My New Book!

My New Book!
My New Book!

Thursday, September 1, 2016

September 1, 2016: Fall 2016 Previews: Stories of Salem



[The Fall semester is just around the corner, so this week I’ll preview some of the courses and plans for which I’m excited as a new semester gets underway. I’d love to hear your own upcoming courses, plans, work, or whatever else has you excited for Fall 2016!]
For my next Adult Learning in the Fitchburg Area (ALFA) course, this time linked to a fall ALFA field trip to Salem, I’ll be sharing a series of stories and histories linked to my favorite Massachusetts city. Here are some of the many, many many, posts and series that demonstrate why I feel that way and feature many of the subjects I’ll share with the great ALFA students:
1)      The Post of the Seven Links: One of the most fun parts (at least for me!) of keeping this blog for nearly six years is the chance to see how my ideas and perspective have evolved over that time. A case in point is this post, which reflects the first moment when my interests in Salem and its many stories and histories (and spaces) began.
2)      Series on the 2012 NEASA Colloquium: Choosing to hold our second NEASA Colloquium at the House of the Seven Gables both deepened my interest in Salem and helped bring together a wonderful group of AmericanStudiers to consider the city and its contexts. That hyperlinked concluding post illustrates both those effects, as well as the many questions I still had and have about this complex American place.
3)      Bad Memories, Part One: It was in this post, that kicked off a series on how we Americans remember some of our darkest histories, that I really began to articulate why I love Salem’s Witch Trials Memorial (my favorite public site) as much as I do—and really began to plan my fourth book, on which more tomorrow, as well!
4)      House Histories: Salem and the East: It was with this series, inspired by both Hawthorne’s novel and the House that bears its name (or, y’know, vice versa), that I really collected the body of Salem stories and histories that I hope to include and have us talk about in the course of this fall’s ALFA class. The students will have visited the House on their field trip, so they’ll have lots of great starting points of their own as well!
5)      New NEASA Books: A History of Spiritualism and the Occult in Salem: I’d be remiss if I concluded a Salem post without mentioning Maggi Smith-Dalton, the public scholar, educator, and musician whose work and voice—along with those of the equally multi-talented Elizabeth Duclos-Orsello of Salem State University—have been guiding lights for me in my SalemStudying. I’ll make sure to mention them and their work to my ALFA students too!
Last preview tomorrow,
Ben
PS. Thoughts on this course? Other previews or plans you’d share?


Task description
In the data that follows, count the lines where "Reconciliation" appears, and write only the number.

Exercise data

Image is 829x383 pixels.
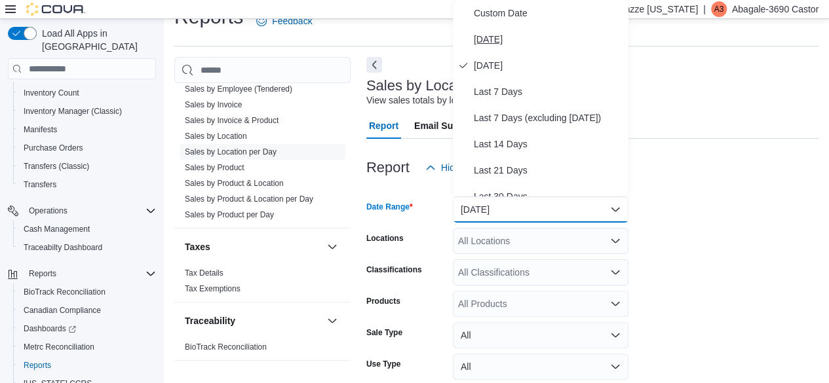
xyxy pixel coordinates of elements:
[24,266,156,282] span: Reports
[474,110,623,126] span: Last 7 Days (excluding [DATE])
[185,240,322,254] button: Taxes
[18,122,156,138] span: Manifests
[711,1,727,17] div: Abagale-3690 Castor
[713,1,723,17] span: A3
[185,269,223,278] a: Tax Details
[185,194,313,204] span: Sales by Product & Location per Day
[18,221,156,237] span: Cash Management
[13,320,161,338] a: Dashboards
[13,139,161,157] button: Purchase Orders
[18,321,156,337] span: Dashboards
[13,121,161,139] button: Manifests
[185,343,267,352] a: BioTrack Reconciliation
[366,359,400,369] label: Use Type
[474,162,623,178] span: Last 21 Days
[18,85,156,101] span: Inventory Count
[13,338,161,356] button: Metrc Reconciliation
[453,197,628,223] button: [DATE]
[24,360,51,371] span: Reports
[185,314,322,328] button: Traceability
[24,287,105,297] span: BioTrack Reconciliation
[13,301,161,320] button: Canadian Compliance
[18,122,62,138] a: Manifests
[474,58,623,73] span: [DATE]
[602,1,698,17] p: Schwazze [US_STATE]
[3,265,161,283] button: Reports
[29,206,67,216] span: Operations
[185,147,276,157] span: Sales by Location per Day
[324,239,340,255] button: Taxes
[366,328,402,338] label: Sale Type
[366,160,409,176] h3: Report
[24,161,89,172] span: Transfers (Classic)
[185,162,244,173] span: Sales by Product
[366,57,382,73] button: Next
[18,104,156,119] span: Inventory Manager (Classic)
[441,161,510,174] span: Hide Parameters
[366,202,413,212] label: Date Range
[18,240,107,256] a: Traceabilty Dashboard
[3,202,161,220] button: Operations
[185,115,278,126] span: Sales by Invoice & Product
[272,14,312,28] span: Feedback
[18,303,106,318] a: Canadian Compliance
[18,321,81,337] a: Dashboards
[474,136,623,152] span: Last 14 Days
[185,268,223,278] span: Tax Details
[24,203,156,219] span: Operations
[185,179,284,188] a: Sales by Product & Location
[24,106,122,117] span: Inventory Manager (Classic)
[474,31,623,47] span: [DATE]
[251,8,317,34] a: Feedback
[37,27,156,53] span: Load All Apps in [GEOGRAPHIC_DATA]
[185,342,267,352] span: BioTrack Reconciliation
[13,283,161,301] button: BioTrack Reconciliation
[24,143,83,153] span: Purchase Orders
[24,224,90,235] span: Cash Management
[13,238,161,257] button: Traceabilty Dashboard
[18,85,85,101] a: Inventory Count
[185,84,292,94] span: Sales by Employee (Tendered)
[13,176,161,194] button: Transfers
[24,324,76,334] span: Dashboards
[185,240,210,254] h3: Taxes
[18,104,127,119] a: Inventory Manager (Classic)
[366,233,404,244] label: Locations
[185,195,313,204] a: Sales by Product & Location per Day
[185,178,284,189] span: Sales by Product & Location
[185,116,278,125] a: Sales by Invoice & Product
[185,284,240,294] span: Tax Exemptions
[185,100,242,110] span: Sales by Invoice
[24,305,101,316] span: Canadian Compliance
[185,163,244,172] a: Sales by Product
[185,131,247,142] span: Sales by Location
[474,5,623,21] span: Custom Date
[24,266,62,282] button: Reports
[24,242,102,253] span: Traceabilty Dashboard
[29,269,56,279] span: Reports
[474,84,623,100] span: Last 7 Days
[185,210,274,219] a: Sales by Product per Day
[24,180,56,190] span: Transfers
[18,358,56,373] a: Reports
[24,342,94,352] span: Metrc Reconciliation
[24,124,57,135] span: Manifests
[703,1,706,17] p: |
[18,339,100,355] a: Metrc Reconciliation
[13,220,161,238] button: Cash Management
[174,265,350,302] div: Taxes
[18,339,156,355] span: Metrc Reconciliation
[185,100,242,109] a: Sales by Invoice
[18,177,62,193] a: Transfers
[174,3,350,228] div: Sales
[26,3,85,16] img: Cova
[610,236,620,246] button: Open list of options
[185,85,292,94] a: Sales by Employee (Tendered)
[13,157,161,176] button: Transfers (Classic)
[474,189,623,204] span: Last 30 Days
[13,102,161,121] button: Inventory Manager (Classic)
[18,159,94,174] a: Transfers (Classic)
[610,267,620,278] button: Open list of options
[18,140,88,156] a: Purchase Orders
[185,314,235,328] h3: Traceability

Exercise result
8